Written by Terry Flanagan | Mar 6, 2014 5:46:32 PM

Healthcare of Ontario Pension Plan (HOOPP) profited from last year’s choppy bond markets and strong equity performance to the extent that its funded ratio reached 114% as of December 31, 2013, its highest value in over a decade.

“Our portfolio has a lot of bonds,” said HOOPP president and CEO Jim Keohane. “Last year, we had rising interest rates, so bonds didn’t do so well, but the offset is that our liabilities came down by more than the bonds, so it improved our funded ratio. Rising interest rates is good for us.”

HOOPP employs a liability driven investing (LDI) approach in order to ensure that it can deliver its promised pension benefits at a reasonable cost far into the future. The LDI approach is a risk management philosophy that considers both the plan’s liabilities and the fund’s assets.

Under HOOPP’s LDI approach two broad portfolios are constructed. The Liability Hedge Portfolio is designed to hedge the major risks of the liabilities – namely, inflation and interest rates – and utilizes assets which exhibit behavior similar to that of the plan's liabilities, mainly fixed income. The Return Seeking Portfolio engages in controlled risk-taking in investment assets and strategies which are expected to deliver incremental returns, and consists mainly of equities and absolute return strategies.

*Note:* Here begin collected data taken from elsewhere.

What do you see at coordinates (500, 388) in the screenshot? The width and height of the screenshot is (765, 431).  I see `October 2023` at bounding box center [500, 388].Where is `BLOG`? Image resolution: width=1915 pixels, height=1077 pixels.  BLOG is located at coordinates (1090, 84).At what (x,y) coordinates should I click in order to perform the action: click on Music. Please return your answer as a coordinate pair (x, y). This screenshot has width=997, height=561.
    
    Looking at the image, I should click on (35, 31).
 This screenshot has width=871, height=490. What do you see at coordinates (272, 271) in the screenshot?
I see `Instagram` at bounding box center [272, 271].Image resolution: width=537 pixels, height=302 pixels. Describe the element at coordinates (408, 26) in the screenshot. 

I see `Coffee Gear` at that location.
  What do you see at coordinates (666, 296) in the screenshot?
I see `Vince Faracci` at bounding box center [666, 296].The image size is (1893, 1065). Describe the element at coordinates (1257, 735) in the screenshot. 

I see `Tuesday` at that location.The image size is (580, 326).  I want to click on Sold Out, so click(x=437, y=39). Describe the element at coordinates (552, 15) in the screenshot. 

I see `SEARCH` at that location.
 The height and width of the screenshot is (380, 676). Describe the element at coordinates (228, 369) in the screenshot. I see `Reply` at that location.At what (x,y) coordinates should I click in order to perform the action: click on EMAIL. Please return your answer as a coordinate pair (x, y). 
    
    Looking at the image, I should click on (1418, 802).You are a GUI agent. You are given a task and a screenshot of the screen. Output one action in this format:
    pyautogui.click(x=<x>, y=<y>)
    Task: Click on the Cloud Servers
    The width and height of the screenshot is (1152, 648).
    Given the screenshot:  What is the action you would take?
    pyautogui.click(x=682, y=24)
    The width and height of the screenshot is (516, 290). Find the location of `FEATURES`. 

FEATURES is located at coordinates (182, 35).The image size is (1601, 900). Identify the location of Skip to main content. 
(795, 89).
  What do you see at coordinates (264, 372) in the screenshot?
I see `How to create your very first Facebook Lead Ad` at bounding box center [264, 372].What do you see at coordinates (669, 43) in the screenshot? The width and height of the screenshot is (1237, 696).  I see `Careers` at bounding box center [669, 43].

“Our funded ratio in 2013 went up as much as it did in 2012, when we had a 17% rate of return,” Keohane said. “That was largely driven by rising interest rates, which reduced the present value of our liabilities, so the liability side didn’t go up as much as expected, while the asset side went up reasonably well.”

The LDI strategy is designed to keep HOOPP’s funded status stable over a broad range of possible future conditions, and this was more than accomplished in 2013 as the plan’s funded ratio increased. While rising interest rates caused the Liability Hedge Portfolio to decline in 2013, they also caused a reduction in HOOPP’s liabilities.

Conversely, the Return Seeking Portfolio posted very strong results and all of the strategies within this portfolio generated positive results. HOOPP’s U.S. equity total return of 28.1% in 2013 performed in-line with its benchmark, the S&P 500, while the total return for HOOPP’s international equity portfolio was 25.8%.

“We try to focus on the funded ratio,” Keohane said. “Our view is we’re in the business of pension fund delivery. We tend to own more bonds because that matches our liabilities most effectively. In the scenario that just transpired, where equities did well and interest rates rose, we’ll probably have lower top line return but our bottom line is still very good.”

HOOPP hedges its FX exposure in Canadian dollars. “We view FX as a residual risk of the investments we make, so we try to neutralize that through portfolio structuring,” Keohane said. “Our U.S. equity exposure is achieved through maintaining Canadian fixed income investments and overlaying that with a U.S. index futures or swaps, so there’s no translation gain or loss.”